Kids just want to play sport and the commitment shown in the Meath Primary Schools finals in November proves the value of just letting them have fun. Photo: David Mullen/www.cyberimages.net

BOYLAN TALKS SPORT: Some people need to listen to Cyndi Lauper

When the working day is done, girls just want to have fun”. Those lyrics alone underline why Cyndi Lauper’s smash hit is such an anthem for female expression. And why, nearly 40 years after its release, there’s still a stampede towards the nearest dancefloor once the familiar riff strikes up.

Mind you, judging by the story I heard during the week, it could be applied to young lads too. Or more pointedly in this case, to those ‘coaching’ - and the term needs to be utilised very loosely here - underage teams.

To preserve the dignity of all concerned, no names will be mentioned. Suffice to say that a friend of mine was aghast when her 10-year-old grandson showed her a text from one of his mentors which read “Be in (named gym) at 7.30 on our next training night for S & C training”.

Where does one even begin with such an abomination? Well, none of the young lad, his mother or grandmother knew what S & C (strength and conditioning training) was about. So the nearest the youngster got to an explanation was to say he’d more than likely be running round the gym.

Those of us a little more au fait with the scene would recognise it as professionally structured gym training. Involving weight training and more machines than reside in an amusement arcade. Not the type of thing any Tom, Dick or Harry should be doing with a team.

But here’s the real issue - what in the name of all that is sane do kids who are presumably going to be competing at under-11 need S & C training for? It’s not the Olympics or a World Cup we’re talking about here.

At this juncture it would appear that in this instance I owe the GAA an apology indeed.

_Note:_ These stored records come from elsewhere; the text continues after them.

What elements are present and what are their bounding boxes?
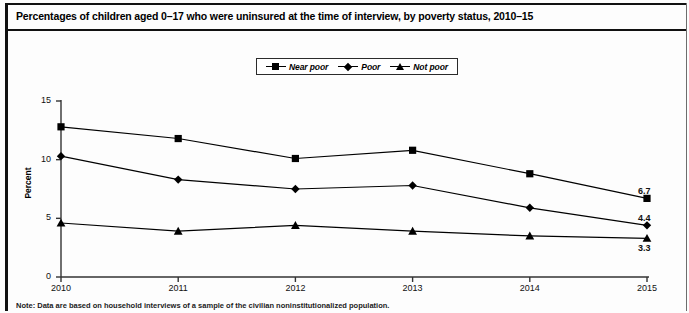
- figure-frame-left: [5, 3, 8, 311]
- diamond-marker-icon: [338, 62, 358, 71]
- x-tick-label: 2012: [275, 283, 315, 293]
- legend-item-near-poor[interactable]: Near poor: [266, 62, 328, 72]
- data-point-near-poor[interactable]: [526, 170, 533, 177]
- figure-frame-top: [5, 3, 687, 5]
- data-point-not-poor[interactable]: [525, 232, 534, 240]
- data-point-near-poor[interactable]: [175, 135, 182, 142]
- data-point-near-poor[interactable]: [409, 147, 416, 154]
- data-point-not-poor[interactable]: [643, 234, 652, 242]
- legend-item-not-poor[interactable]: Not poor: [390, 62, 448, 72]
- data-point-poor[interactable]: [408, 181, 416, 189]
- chart-svg: [0, 0, 689, 313]
- y-tick-label: 5: [29, 212, 51, 222]
- x-tick-label: 2011: [158, 283, 198, 293]
- series-line-near-poor: [61, 127, 647, 199]
- figure-container: Percentages of children aged 0–17 who we…: [0, 0, 689, 313]
- data-label-near-poor: 6.7: [638, 186, 651, 196]
- chart-title: Percentages of children aged 0–17 who we…: [16, 10, 677, 22]
- data-label-poor: 4.4: [638, 213, 651, 223]
- legend-label-not-poor: Not poor: [413, 62, 448, 72]
- y-tick-label: 10: [29, 154, 51, 164]
- figure-frame-right: [686, 3, 687, 311]
- chart-legend: Near poor Poor Not poor: [256, 58, 458, 75]
- x-tick-label: 2015: [627, 283, 667, 293]
- data-point-poor[interactable]: [526, 204, 534, 212]
- x-tick-label: 2014: [510, 283, 550, 293]
- title-divider: [8, 29, 686, 31]
- data-point-not-poor[interactable]: [174, 227, 183, 235]
- x-tick-label: 2013: [393, 283, 433, 293]
- data-point-not-poor[interactable]: [57, 219, 66, 227]
- plot-area: [0, 0, 689, 313]
- series-line-poor: [61, 156, 647, 225]
- y-tick-label: 0: [29, 271, 51, 281]
- data-point-poor[interactable]: [174, 175, 182, 183]
- data-point-poor[interactable]: [57, 152, 65, 160]
- data-point-poor[interactable]: [291, 185, 299, 193]
- triangle-marker-icon: [390, 62, 410, 71]
- data-point-not-poor[interactable]: [291, 221, 300, 229]
- x-tick-label: 2010: [41, 283, 81, 293]
- y-tick-label: 15: [29, 95, 51, 105]
- data-point-near-poor[interactable]: [57, 123, 64, 130]
- chart-footnote: Note: Data are based on household interv…: [16, 301, 681, 310]
- data-label-not-poor: 3.3: [638, 243, 651, 253]
- data-point-near-poor[interactable]: [292, 155, 299, 162]
- legend-label-near-poor: Near poor: [289, 62, 328, 72]
- series-line-not-poor: [61, 223, 647, 238]
- square-marker-icon: [266, 62, 286, 71]
- data-point-not-poor[interactable]: [408, 227, 417, 235]
- legend-label-poor: Poor: [361, 62, 380, 72]
- legend-item-poor[interactable]: Poor: [338, 62, 380, 72]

There is a tendency within sports coaching - and to be honest I thought it was just a GAA thing - to be like sheep going out a gap. For those not agriculturally inclined, that is to say that when one takes off in a particular direction, the rest dutifully follow in behind.

So whether it was Ger Loughnane’s crack-of-dawn training sessions or Jim McGuinness’s purgatorial football or James Horan’s GPS trackers, teams everywhere, even club ones, get swept away with the fads of a given day. All seemingly ignoring the fact that absolutely none of it will make their players any better at putting the ball over the bar, in the net or over the line - whichever the sport in question requires.

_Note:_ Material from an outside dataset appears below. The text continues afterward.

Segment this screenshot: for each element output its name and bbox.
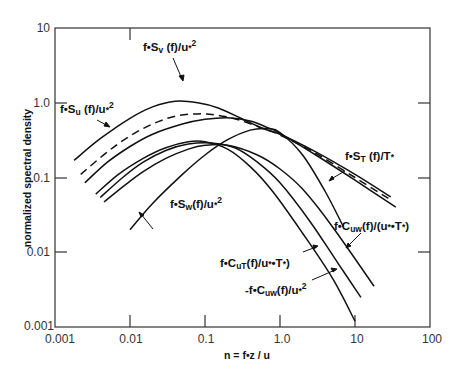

Call me primitive or old fashioned if you wish but it would be confidently argued that if Mick O’Dwyer was in a position to be involved with a team, his idea of strength and conditioning would still be plenty of strong running with copious amounts of stretching and the involvement of a ball at every point possible.

Now, before anybody thinks I’ve just returned from a holiday in Jurassic Park, one is not dismissing the importance of gym work. Of course it has an important role to play in top level senior sport. Which GAA is in all but name now, though some might never admit it. My ‘beef’ - as I heard a young person describe a disagreement during the week - is with juvenile players doing such things. They don’t need it. Kids are naturally active and fit. So training and/or coaching needs to be structured towards what will be needed. Honing of skills.

In other words, ballwork, ballwork and more ballwork. When Meath football was at its zenith in the late 1980s and for as much of the ‘90s as he was involved, Brian Stafford was known to carry a bag of footballs in his car and pull in at any pitch he might pass and slot over a few frees.

Likewise, Wayne McCarthy became famous long before he donned the blue and navy with distinction himself for being Charlie Redmond’s ball boy when the most distinctive place kicking style in Gaelic Football was crafted in Erins Isle. There are a lot of Dublin footballers of certain vintage who wouldn’t have the collection of souvenirs as is the case without the fireman’s red hot boot.

In much more recent times, one of the greatest phenomena to grace GAA grounds and facilities here, there and everywhere have been Hurling Walls.

Hurling is without question the most skilfully demanding sport in the world and - though it might be overly simplistic and not scientific enough for some of the gullible guru generation - practice and lots of it is still the best way to improve a players skill set and confidence.

This was something that was very much evident in my own club when, what is scarily two decades ago now, people like Paul Reilly and John Watters Jnr and Neil Hackett took up coaching roles with a variety of underage teams and one of the most remarked-upon sights in the locality at the time was the amount of young players to be seen around the village with hurl and sliotar in hand.

It goes back even further than that though. I recall St Peter's esteemed former chairman Sean McManus once telling me that when Enda was very young he gave him a particular ball - not a sliotar or a tennis ball - but one which was ideal for teaching a youngster the rudiments of the relationship between hurl and ball. And that when the grandchildren reached a certain age they too would be bequeathed the training ball.

That’s how you encourage and develop young players. Not in a gym. Kids just want to have fun.